October 24, 2006

Army Plan to Dump VX in Delaware River Delayed

I am very pleased that next year’s Pentagon budget included a provision that will delay the Army’s plan to dump VX nerve agent byproduct into the Delaware River.  This is a victory for the health of South Jersey residents and of the Delaware River and could not have been accomplished without the hard work of my fellow New Jersey Representatives Jim Saxton and Frank LoBiondo.  The provision requires Congress's investigative agency, the Government Accountability Office (GAO), to study the viability of the Army’s plan and issue a report of its finding.  The Army cannot proceed with its plan until 60 days after the report is issued.

Unfortunately, the Army's original cost-benefit analysis of the VX proposal was based on faulty and incomplete data.  It would have been irresponsible to approve a potential public health and environmental disaster based on that work.  I look forward to seeing the GAO's report, which I expect will provide an impartial, thorough analysis of the Army's proposal.

This victory is another important step to ensure that this ill-conceived plan is not forced on South Jersey.  Rest assured, I will continue to fight the Army’s VX plan because it is risky to our health and environment and is simply unnecessary. 

For more information, please see the recent article from the Philadelphia Inquirer that I have included below.

Another hurdle for VX disposal:
A N.J.-inspired law calls for review of Army plans for the nerve agent.

By Jacqueline L. Urgo
Inquirer Staff Writer
Oct. 20, 2006

Army plans to dispose of caustic waste from the lethal VX nerve agent into the Delaware River have been halted - at least temporarily - by a new federal law.

An amendment to a defense spending bill signed this week by President Bush, and written by U.S. Reps. Robert E. Andrews (D., N.J.), James Saxton (R., N.J.), and Frank A. LoBiondo (R., N.J.), calls for a detailed review of the Army plan by the Government Accountability Office.

The bipartisan group of New Jersey lawmakers said the measure could cripple the Army's plan to dump a treated, watered-down form of the VX nerve agent called hydrolysate into the river at Deepwater, N.J. Gov. Corzine also praised the measure, saying it sends the Army a message: "New Jersey is no dumping ground. The Delaware River should be treasured and protected, not harmed and mistreated."

The Government Accountability Office will determine whether treating the chemical at a weapons stockpile in Newport, Ind., where it is currently being stored, is significantly more expensive - as the Army has claimed - than risking its transport by truck or rail through four heavily populated states.

The lawmakers said they would ask the Environmental Protection Agency and the Centers for Disease Control to again investigate the Army's plan to transport as much as four million gallons of neutralized VX hydrolysate to the DuPont Chambers Works in Deepwater, near the Delaware Memorial Bridge. The lawmakers said they believed the agencies would reject the plan under the new law's standards, even though they have approved the plan in the past.

The new law calls for a review of the "adequacy of rationale" in the Army's dismissal of other technologies to dispose of its VX stockpile, including the Army's refusal to build a wastewater disposal system at the chemical depot in Indiana.

If the Army's plan to dump the VX hydrolysate passes the new regulatory hurdles, the material could be transported to New Jersey by early next year. Meanwhile, Gov. Corzine and the legislators said they will continue to work on permanently killing the Army's plan.  Scientists call VX a weapon of mass destruction.

The military counts the nerve agent among its deadliest weapons. A drop of VX in its raw form can kill a human on contact.

It appears the Army never used VX on the battlefield because of the danger that the wind could blow the odorless vapor back in the direction of the troops, according to scientists at Oxford University, in England, where VX was developed in the 1950s.

The Army says its plan to dispose of the treated VX wastewater in the Delaware River is safe and would save taxpayers as much as $347 million.

Citing contract sensitivity, the Army wouldn't say how much the entire project could cost, nor when it would likely be completed, said Jeffrey Lindblad, spokesman for the U.S. Army Chemical Materials Agency.

Critics say the VX disposal plan puts at risk millions of residents of Indiana, Ohio, Pennsylvania and New Jersey, as well as the environment in general.

"We have by no means exhausted our alternatives to ending this plan," LoBiondo said. "The only gambling that should be done in New Jersey is in Atlantic City, not with the lives of our residents."

Tracy C. Carluccio, deputy director of the nonprofit Delaware Riverkeeper Network, called the VX disposal "ill conceived and reckless" and vowed to stand with New Jersey lawmakers in fighting the Army.

"We will remain vigilant along with them until this project is dead," Carluccio said.  Lindblad, the Army's spokesman, said military officials believe they will eventually prevail.

"We're confident in our process and that this can be done safely with no harm to humans or the environment," Lindblad said yesterday.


Problem details
Throughout the records below, find each line holding "button" and copy it.

Records

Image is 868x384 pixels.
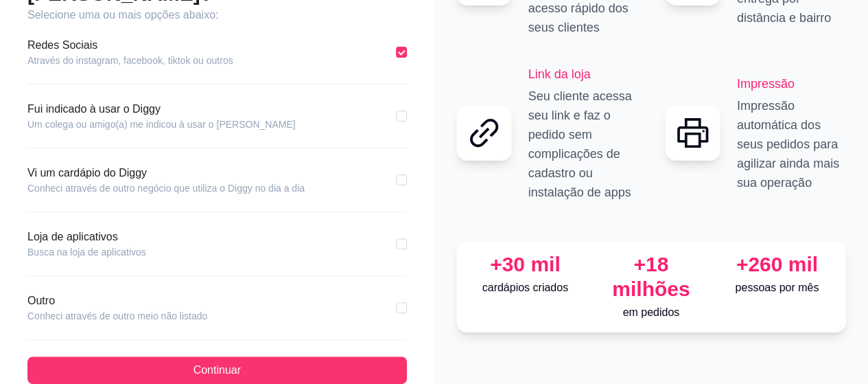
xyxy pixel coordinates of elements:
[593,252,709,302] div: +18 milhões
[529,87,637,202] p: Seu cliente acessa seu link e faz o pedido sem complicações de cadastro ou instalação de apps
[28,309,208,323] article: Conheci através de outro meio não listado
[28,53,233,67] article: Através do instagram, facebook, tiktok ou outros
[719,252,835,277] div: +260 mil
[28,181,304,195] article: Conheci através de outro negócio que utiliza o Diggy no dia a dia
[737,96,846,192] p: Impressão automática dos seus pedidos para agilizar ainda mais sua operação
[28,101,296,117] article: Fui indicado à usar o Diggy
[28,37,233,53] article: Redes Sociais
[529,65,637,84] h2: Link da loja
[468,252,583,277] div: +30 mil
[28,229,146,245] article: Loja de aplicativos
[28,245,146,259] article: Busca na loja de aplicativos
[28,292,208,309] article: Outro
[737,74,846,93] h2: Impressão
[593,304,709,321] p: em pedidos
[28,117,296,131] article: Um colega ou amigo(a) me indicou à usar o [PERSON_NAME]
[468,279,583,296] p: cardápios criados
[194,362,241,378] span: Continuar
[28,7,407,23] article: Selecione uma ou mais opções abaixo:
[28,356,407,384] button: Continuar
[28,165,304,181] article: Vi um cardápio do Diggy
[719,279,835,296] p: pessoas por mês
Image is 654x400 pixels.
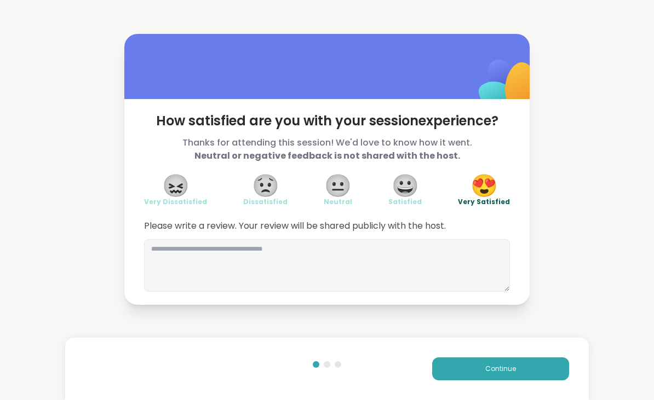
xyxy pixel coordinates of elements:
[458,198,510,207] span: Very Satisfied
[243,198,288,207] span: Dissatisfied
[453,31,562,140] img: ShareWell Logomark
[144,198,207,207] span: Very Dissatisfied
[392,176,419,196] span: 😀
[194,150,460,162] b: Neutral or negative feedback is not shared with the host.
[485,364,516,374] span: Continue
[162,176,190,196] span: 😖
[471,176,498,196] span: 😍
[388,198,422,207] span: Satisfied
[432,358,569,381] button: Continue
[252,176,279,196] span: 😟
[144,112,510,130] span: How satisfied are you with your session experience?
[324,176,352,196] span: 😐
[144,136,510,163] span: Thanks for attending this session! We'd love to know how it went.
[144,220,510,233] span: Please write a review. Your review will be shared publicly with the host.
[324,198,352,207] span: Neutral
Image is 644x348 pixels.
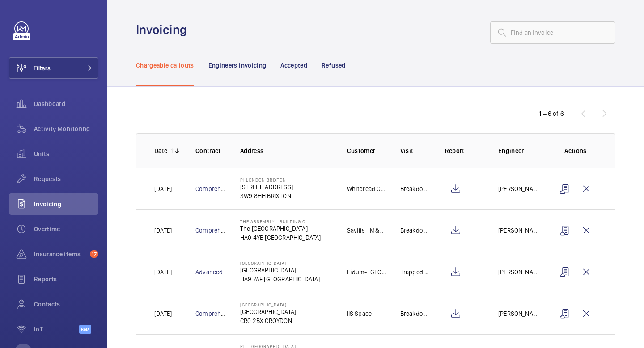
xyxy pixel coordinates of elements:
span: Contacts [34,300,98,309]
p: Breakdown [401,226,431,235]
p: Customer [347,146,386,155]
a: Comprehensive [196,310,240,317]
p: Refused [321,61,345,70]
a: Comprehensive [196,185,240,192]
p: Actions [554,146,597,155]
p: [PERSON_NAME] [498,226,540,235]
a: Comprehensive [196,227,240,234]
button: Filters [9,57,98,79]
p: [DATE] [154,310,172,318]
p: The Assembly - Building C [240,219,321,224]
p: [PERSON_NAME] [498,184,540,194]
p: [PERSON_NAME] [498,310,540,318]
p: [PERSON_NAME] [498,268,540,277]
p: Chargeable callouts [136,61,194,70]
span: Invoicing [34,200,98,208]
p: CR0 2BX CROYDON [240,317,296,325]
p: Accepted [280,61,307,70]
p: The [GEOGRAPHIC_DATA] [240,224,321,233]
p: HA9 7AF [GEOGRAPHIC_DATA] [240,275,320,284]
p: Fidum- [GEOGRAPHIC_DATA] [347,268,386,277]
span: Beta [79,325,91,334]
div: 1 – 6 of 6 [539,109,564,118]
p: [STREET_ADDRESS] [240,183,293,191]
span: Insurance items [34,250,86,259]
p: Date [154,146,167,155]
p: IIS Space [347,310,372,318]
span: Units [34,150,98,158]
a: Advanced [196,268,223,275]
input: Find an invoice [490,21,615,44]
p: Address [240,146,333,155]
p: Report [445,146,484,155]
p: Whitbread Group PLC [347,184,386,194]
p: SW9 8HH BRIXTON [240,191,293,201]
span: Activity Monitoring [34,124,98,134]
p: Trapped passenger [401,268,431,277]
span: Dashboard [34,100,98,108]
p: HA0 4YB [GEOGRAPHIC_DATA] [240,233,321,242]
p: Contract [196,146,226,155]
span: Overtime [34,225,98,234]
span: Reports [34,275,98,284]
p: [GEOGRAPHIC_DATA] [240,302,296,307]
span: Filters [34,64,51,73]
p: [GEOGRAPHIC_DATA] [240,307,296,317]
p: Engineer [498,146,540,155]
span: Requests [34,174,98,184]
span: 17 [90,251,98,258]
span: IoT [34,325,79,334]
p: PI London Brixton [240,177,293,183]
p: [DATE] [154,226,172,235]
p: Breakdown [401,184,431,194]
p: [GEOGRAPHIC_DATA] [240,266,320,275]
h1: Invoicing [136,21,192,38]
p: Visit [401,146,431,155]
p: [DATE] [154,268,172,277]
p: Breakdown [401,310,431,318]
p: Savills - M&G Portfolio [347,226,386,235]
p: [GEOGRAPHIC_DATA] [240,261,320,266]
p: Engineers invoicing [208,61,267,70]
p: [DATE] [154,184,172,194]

Result
[28,356,407,384] button: Continuar
[432,358,569,381] button: Continue
button: Filters [9,57,98,79]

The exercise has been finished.